With another storm and a new dose of frigid weather bearing down on southern Maine, the shortest month of the year is starting to feel like the longest.
The average daily temperature through Tuesday has been 11.9 degrees, giving this month a shot at becoming the coldest February on record, according to National Weather Service data.
In another indication of the recent unrelenting cold, the high temperature never made it to the freezing point, 32 degrees, on 16 of the first 18 days of February, as measured at the Portland jetport. And the long-range forecast suggests that with 10 days to go, this month could break the record of 21 February days in which the temperature didn’t reach freezing. That happened in five different years, most recently in 1924.
The coldest February on record was in 1934, when 20 days didn’t reach freezing and the average daily temperature was 13.9 degrees, according to the weather service.
The numbing temperatures have been accompanied by unusually high snowfall totals, with 79.6 inches recorded at the jetport before the storm that was supposed to start late Wednesday.
That means communities – like homeowners – are struggling to find somewhere to put it all.
“Usually you would have some days of melting,” said meteorologist David Epstein, who writes The Maine Forecast blog for pressherald.com. Most of the snow from recent storms is still here because those same cold temperatures have kept it from melting, he said.
“I’m a weather guy, so it’s intriguing. I’m also a homeowner, so I don’t like it,” said Epstein, who has been up on his roof twice so far to clear snow.
For the new storm, the weather service office in Gray is forecasting 6 to 10 inches of snow along the coast and inland as far as Rangeley. Winds are expected to be 5 to 10 mph, with 20 mph gusts and temperatures in the low 20s. After a lull during the day Thursday, the storm is likely to resume later in the day and last through early Friday, the weather service said.
Frigid air is expected to move in Friday night, with subzero cold predicted, followed by highs in the teens Saturday.
FINDING NEW PLACES TO DUMP SNOW
Portland, with its web of narrow, busy streets, is developing contingency plans as the snow continues to pile up.
Not including Thursday’s snowfall, Portland has received about 80 inches of snow this winter, nearly twice the amount that normally falls by Feb. 18. The city already has issued 18 parking bans to clear the snow, including the bans that target the yellow zones downtown.
Public services crews have been dumping snow from the peninsula in the area between the inbound and outbound lanes of Franklin Street, as well as on a growing snow mountain off Somerset Street.
The city’s primary dump site is out past the jetport, but that pile is nearing an FAA-mandated height limit.
“Like any obstruction, the snow is just like a tree that grows too high,” said Paul Bradbury, jetport manager. The FAA limits obstructions near a primary landing and take-off area to 56 feet high, but the city keeps the snow pile at 40 feet or below so it can operate large machinery on it without worrying about exceeding the limit, Bradbury said.

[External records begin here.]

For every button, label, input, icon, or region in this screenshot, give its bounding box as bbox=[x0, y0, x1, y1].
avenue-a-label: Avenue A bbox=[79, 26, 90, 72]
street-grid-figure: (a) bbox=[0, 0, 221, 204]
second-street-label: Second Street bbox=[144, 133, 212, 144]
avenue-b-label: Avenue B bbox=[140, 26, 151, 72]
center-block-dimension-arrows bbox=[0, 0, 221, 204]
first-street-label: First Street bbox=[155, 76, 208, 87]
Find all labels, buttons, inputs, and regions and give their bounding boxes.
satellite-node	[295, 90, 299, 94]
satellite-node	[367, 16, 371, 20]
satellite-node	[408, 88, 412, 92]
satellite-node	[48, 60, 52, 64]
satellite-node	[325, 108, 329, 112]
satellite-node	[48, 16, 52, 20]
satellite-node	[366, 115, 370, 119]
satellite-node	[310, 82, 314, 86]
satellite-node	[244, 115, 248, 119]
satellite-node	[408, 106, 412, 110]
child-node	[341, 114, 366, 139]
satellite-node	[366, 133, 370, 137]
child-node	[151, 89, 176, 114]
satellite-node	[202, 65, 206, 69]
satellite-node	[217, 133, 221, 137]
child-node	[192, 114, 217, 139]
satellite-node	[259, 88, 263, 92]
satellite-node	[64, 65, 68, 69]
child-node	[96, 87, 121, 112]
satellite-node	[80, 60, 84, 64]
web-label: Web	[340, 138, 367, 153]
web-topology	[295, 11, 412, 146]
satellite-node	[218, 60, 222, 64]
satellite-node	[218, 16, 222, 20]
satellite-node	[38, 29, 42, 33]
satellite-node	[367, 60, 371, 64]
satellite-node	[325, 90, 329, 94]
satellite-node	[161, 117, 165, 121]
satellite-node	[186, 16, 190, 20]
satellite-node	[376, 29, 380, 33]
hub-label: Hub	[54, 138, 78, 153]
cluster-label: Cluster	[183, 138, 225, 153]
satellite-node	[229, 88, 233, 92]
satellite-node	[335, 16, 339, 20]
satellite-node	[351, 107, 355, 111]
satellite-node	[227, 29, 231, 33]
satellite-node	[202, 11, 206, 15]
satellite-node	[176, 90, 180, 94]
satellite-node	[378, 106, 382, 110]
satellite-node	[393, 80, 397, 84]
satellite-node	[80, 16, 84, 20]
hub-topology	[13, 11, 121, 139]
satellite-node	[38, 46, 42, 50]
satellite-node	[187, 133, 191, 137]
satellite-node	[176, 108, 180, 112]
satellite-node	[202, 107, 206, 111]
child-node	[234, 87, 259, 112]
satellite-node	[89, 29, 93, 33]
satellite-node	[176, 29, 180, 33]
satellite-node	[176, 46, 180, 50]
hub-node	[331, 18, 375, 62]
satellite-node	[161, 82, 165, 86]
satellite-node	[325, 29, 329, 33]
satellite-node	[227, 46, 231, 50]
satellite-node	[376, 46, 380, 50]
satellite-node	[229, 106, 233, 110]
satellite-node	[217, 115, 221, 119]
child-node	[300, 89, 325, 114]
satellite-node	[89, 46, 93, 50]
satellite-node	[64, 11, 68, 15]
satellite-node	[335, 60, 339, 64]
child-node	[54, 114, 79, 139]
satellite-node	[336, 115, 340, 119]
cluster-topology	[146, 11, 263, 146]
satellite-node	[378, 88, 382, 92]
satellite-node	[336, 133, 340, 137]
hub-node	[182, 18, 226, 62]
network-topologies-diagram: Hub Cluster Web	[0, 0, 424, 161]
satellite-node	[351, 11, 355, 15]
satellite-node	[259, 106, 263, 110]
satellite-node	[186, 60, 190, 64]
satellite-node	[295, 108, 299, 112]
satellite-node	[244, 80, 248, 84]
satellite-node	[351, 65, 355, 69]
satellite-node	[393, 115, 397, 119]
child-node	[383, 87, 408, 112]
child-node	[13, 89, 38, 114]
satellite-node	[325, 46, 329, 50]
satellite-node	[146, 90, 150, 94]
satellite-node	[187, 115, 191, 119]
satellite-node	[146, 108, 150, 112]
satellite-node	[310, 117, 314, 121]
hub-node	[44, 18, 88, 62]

“They try to make a nice plateau and fill the entire site to that level,” he said.
The limits there meant the city had to find new places for snow. It has started using a city site on Riverside Street, and the University of New England has given the city permission to use one of its lots off Bishop Street. The lots have yet to be used, but probably will be over the next few days, said city spokeswoman Jessica Grondin.
The city hasn’t had to seek additional snow dump sites for at least the past five years, she said.
“This is very unusual to get this much snow in this short a time period,” Grondin said. “Normally we would have melting in between storms.”
Because of the large amount of snow, the city said it will not begin enforcing the requirement that residents clear their sidewalks until Monday.
STUCK IN ACTIVE WEATHER PATTERN
The early winter had its ups and downs when it comes to temperature and snow accumulation.
November had a cold spell, including snow on the ground for Thanksgiving. December was a fairly warm month that left green grass exposed near the end of the month, before snow moved in again.
There was a blizzard in late January. And five snowstorms have hit the state in February, dropping more than 2 feet in total at the jetport.
“We’ve been in a constant trough here in the East,” said James Brown at the weather service in Gray. The trough has produced low temperatures and active weather patterns in Maine and a warm spell in a ridge in the middle of the country, Brown said.
“That’s the way it sets up. Somebody is in that trough and somebody is in that ridge all the time,” he said.
The trough shows no sign of leaving, but the area will get a reprieve of sorts. Temperatures could be in the 30s by Sunday.
“We may get some mixed precipitation out of that instead of all the snow,” Brown said. “It would be the first time that’s happened in a while.”